We had three choices, none of which involved finding him an adopted home. It just wouldn't have worked. We're sure of it.

We recently went to Bulgaria for eight days, and left Oscar in the kind care of our friend Rob, someone very familiar with cats himself. Unfortunately, Oscar did not fare so well in Rob's care. Nothing to do with Rob. It was simply the stress of being in a strange environment.

He didn't eat all week, expept for a few nibbles at some sardines that Rob put out in a last-ditch effort. He hid behind the washing machine most of the day, only coming out at night to make running leaps at the windows in an effort to escape. The problem is, Rob lives on the 13th floor of a high-rise.

He lost a lot of weight during those eight days.

Daisy and I are both confident that Oscar wouldn't have done well at all in an adoptive home. In fact, he would have suffered. (We sent out word about Oscar through a variety of forums, but only gone one response from someone possibly willing to adopt him, which fizzled out in the end. Just as well, we think.)

So we had three options:

1. Let him live in our bathroom for the next few years.

2. Try to introduce him to our other two cats and let him live in our house.

3. Reintroduce him back into the wide world.

Option No. 1 was obviously out of the question.

Option No. 2 was enticing, and we had just taken our two housecats to the vet to begin the series of shots necessary for them to coexist around Oscar. But the series of shots would not be over for another four weeks, and we simply couldn't risk exposing them to potentially dangerous viruses that Oscar might be carrying.
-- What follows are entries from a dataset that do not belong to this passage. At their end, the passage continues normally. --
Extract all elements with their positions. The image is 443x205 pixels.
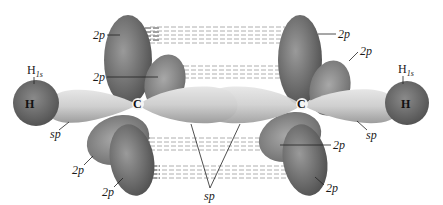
label-sp-left: sp bbox=[50, 122, 69, 141]
svg-text:2p: 2p bbox=[333, 138, 345, 152]
pi-overlap-top-lower bbox=[178, 66, 285, 78]
atom-h-left: H bbox=[25, 97, 35, 111]
label-sp-right: sp bbox=[357, 121, 377, 142]
svg-text:2p: 2p bbox=[360, 44, 372, 58]
label-2p-bottom-left-upper: 2p bbox=[72, 156, 93, 177]
svg-text:2p: 2p bbox=[72, 163, 84, 177]
svg-text:2p: 2p bbox=[93, 28, 105, 42]
pi-overlap-bottom-lower bbox=[143, 166, 290, 178]
svg-text:H1s: H1s bbox=[398, 62, 414, 78]
label-2p-bottom-left-lower: 2p bbox=[102, 178, 123, 199]
svg-text:sp: sp bbox=[204, 189, 215, 203]
orbital-diagram: H C C H H1s H1s 2p 2p 2p 2p sp sp sp bbox=[0, 0, 443, 205]
atom-c-right: C bbox=[297, 97, 306, 111]
label-sp-center: sp bbox=[191, 124, 240, 203]
label-h1s-right: H1s bbox=[398, 62, 414, 84]
svg-text:sp: sp bbox=[366, 128, 377, 142]
label-2p-top-right-lower: 2p bbox=[349, 44, 372, 61]
svg-text:2p: 2p bbox=[102, 185, 114, 199]
svg-text:sp: sp bbox=[50, 127, 61, 141]
label-2p-top-right-upper: 2p bbox=[318, 27, 350, 41]
svg-text:H1s: H1s bbox=[27, 63, 43, 79]
svg-text:2p: 2p bbox=[326, 181, 338, 195]
h-1s-orbital-left bbox=[13, 80, 59, 126]
atom-h-right: H bbox=[401, 97, 411, 111]
svg-text:2p: 2p bbox=[93, 70, 105, 84]
atom-c-left: C bbox=[133, 97, 142, 111]
svg-text:2p: 2p bbox=[338, 27, 350, 41]
pi-overlap-top-upper bbox=[145, 27, 285, 43]
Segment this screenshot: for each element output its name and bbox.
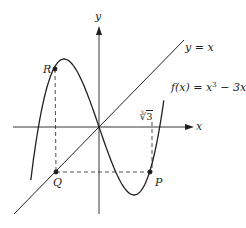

Nor could be fathom keeping Oscar in our bathroom for another month until the shots took full effect. (Nor did we want to endure the experience of two male cats trying to mark their territory in our house, if you know what I mean.)

And frankly, based on a test run a few weeks ago, neither of us think that Oscar would have fared well confined in our house, even without the complication of the shots. In a brief test run, Oscar also made flying runs at our windows in an effort to escape.

So we were left with no choice, really, at least in our minds.

Oscar was now healthy. And it just didn't seem fair to keep him cooped up in our small bathroom any longer.

And it is almost summer, and the temperatures are moderate, and he should have no trouble staying healthy.

But it was a tough decision nonetheless.


He liked to roll over and let me scratch his tummy. Pretty trusting for a stray cat.

A few hours ago, after he ate a big plate of cat food, we put him in his cat carrier, took him outside on our front steps, and opened the cage.

After a few seconds of hesitation, he ran out and disappeared into the bushes. (Of course, it started to rain a few minutes later. Damn.)

But it's all familiar territory to him. He's lived around our house for at least 18 months, and survived two winters. He knows where to go to stay warm and dry. And he definitely knows where to come for food.

I still have a lump in my throat after seeing him vanish into the hedge. And I don't think I'll feel any relief until he shows up for breakfast or dinner again and lets us scratch him behind the ears.

And I feel confident that if he gets sick or injured again, he'll let us capture him and take him to the doctor.

Godspeed, Oscar. Please be careful out there. You're a tough cat, and you've touched all of our hearts.

Monday, April 6, 2009

Obama & Air Force One Landing In Prague



My friends Stewart Moore and Mark Baker and I hopped on our mountain bikes and headed toward the airport on Saturday.

U.S. President Barack Obama was due in Prague, and we wanted to see Air Force One land.

Sure enough, we managed to get a fantastic view of the big bird landing right over our heads.

I'll be writing more about the whole bike trip on Grant's Prague Bike Blog, but for now, enjoy this video.